Well, he was asking the right person because I practically
had “all” of his known work, which meant all the freelance work he did and a
smattering of Timely hero work, where I could identify it. All this I copied
and prepared into a 500-page binder for Allen and his family.
A friendship developed as I spoke to Allen roughly every few
months, even meeting him and his lovely wife Roz in 2000 when they were up for
a family function in New Jersey. Allen and Roz took my family out to dinner and
Allen showed me his old New Jersey haunts.
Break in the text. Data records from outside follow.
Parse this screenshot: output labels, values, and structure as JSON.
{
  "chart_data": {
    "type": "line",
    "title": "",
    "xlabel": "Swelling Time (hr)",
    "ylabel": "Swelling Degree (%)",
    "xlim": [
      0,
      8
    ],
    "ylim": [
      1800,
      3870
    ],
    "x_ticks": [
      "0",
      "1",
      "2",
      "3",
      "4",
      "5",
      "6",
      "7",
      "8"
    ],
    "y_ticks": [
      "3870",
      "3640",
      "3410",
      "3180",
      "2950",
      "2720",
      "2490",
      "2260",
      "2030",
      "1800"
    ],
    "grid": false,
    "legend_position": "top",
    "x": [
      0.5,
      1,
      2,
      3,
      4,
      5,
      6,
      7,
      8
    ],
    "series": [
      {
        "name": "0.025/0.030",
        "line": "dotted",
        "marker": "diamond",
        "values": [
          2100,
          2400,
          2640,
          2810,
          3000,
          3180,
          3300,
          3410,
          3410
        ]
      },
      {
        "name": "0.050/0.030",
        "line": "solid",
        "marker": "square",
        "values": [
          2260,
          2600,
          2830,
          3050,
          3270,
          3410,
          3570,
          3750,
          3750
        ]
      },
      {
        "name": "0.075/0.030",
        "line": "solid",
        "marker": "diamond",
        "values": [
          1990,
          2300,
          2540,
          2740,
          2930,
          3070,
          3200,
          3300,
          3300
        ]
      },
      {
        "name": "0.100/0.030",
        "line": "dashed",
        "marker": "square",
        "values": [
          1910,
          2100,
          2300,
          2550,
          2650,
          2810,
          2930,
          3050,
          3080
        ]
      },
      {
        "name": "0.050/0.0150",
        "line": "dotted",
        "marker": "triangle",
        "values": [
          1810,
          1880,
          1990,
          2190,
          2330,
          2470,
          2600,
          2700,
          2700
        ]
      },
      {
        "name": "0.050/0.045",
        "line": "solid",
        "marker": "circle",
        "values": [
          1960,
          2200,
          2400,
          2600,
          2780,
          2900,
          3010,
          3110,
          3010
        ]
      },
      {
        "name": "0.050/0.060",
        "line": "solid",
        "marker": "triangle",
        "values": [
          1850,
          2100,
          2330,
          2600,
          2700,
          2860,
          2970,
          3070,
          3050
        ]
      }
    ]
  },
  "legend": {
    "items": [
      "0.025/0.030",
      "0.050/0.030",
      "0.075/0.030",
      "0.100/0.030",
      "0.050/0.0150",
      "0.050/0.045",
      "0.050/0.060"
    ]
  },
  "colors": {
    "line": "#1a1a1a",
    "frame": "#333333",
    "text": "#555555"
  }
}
In 2001 I began to interview Allen
in earnest for a formal interview which was published in Alter Ego magazine
in 2003. The success of the interview brought him to the attention of comic
convention promoters in Florida and Allen became a frequent guest, introducing
him to the world of fandom. In 2005, I put the interview online (first on a
friend’s website, later on my own blog) and Allen went viral! With an audience
well beyond the readership of a printed magazine, the world realized that there
was another wonderful golden-age creator who fandom had missed for decades.
In 2007, Allen was an invited guest at Comicon International
in San Diego and received an Inkpot award. In the next 10 years, Allen and Roz
have been guests at practically every single major (and minor) convention in
the country. He is beloved wherever he goes, doing sketches, taking photos, signing
books and making people very happy. All of this culminated in Allen walking the
Red Carpet at the film premier of Captain America: The First Avenger in
July of 2011. As Allen has told me, if it weren’t for all these convention
appearances and his new fans, he’d probably be in a rocking chair!
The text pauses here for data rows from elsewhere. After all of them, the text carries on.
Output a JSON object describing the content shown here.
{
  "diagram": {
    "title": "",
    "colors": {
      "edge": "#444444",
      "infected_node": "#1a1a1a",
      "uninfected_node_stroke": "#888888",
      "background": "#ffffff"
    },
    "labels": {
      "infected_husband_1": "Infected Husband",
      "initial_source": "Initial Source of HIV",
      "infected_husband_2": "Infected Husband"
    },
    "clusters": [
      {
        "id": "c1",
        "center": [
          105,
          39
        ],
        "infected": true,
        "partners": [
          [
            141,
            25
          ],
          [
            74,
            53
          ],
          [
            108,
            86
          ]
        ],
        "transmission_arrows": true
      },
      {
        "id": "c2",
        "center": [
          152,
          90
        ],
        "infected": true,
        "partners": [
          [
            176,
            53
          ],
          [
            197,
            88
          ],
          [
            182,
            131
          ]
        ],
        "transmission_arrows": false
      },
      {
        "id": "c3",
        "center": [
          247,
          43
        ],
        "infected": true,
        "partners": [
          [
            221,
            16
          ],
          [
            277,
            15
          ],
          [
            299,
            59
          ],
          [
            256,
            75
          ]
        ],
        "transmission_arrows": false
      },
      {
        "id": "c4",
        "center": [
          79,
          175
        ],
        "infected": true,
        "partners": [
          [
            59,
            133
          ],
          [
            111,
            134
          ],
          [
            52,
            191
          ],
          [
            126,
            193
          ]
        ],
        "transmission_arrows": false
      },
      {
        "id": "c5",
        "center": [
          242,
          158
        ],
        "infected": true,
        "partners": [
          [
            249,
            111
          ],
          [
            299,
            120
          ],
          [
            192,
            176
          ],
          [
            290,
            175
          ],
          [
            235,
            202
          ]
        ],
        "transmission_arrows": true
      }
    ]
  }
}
Two days ago (as I write these words on Sunday, August 13,
2017), Allen threw out the first pitch at Miami Marlins Stadium before a game
between the Miami Marlins and the Colorado Rockies.
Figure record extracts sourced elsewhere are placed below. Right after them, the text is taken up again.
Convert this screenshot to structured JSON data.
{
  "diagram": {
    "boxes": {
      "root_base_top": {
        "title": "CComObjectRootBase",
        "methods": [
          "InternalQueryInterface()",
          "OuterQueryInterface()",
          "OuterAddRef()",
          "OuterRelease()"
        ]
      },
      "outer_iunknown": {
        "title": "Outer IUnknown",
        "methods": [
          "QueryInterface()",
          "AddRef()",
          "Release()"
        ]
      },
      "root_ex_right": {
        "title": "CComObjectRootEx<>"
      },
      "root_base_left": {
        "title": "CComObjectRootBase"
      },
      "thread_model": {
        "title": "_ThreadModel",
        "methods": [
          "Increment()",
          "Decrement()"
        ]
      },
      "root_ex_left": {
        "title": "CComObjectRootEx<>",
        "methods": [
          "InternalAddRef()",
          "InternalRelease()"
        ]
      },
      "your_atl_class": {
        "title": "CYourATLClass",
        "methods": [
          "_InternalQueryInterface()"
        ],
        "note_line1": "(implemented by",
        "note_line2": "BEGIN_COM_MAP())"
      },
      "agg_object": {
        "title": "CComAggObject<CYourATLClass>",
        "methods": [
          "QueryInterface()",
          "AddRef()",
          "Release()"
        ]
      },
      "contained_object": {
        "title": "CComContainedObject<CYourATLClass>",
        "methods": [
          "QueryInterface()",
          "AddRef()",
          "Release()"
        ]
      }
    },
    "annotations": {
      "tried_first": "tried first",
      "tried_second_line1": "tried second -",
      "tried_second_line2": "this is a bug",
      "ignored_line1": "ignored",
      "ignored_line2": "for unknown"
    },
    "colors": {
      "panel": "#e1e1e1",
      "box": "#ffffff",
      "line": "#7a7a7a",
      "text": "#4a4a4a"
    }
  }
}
The cycle is complete. Validation. The works created by Allen
and his colleagues are now well-known and (more than) worthwhile. He was a vital
cog in an industry that thought itself nothing more than a means for selling
paper, but in retrospect created a billion-dollar industry and became a modern
cultural mythology. Allen is part of our Americana. I think that’s pretty damn
impressive.
— Dr. Michael
J. Vassallo
Postscript:
In 2018, I once again did a long interview with Allen for publication in the September, 2018 issue of Alter Ego Magazine, 14 years after my first interview published in 2004. Allen talks about more personal matters, opens up about his years at Timely in more detail than ever before, and speaks about his relationship with Stan Lee. That interview is now available HERE.
In May of 2019, Allen and Joe Sinnott were guests at the Empire State Con in Albany, NY. Thanks to an urging from my sister-in-law Marisol, we made the drive upstate and I surprised Allen at his table. You can see Joe Sinnott's table to the left and I had a wonderful time spending an entire afternoon with those two legends. This is the video from that surprise.....
Additionally, this June 17, 2020, will see the publication of Atlas At War, a hardcover anthology I edited of Marvel's greatest war comics from the Atlas period of their history. Published by Dead Reckoning, an imprint of the Naval Institute Press in conjunction with Marvel Comics, it contains an Allen Bellman pre-code war story. Two months ago, I interviewed Allen and his colleague Joe Sinnott about their memories of working on War comics. The interviews can be read HERE.
Finally, I want to offer my deepest condolences to the family of Allen Bellman. Allen was a special man, someone who only wanted to give back. He has left an impact on untold thousands of fans and admirers who love him. His legacy was not just artistic, but of humanity. I spoke to him 13 days ago and he was unafraid of dying, knowing his run was a long one, and a good one. To Roslyn and his daughter, Kathy, Judith, Alice, Ellen, granddaughters Doreen and Jeaneen, Mandy, Laura, Shawn and Rachael, as well as all extended family and close friends, take comfort in knowing it was a life fully lived.
Allen, I will miss you and am proud to have been your friend and able to re-introduce you to the world. I bid you a heartfelt goodnight.
What a great guy and friend!!! You will be missed.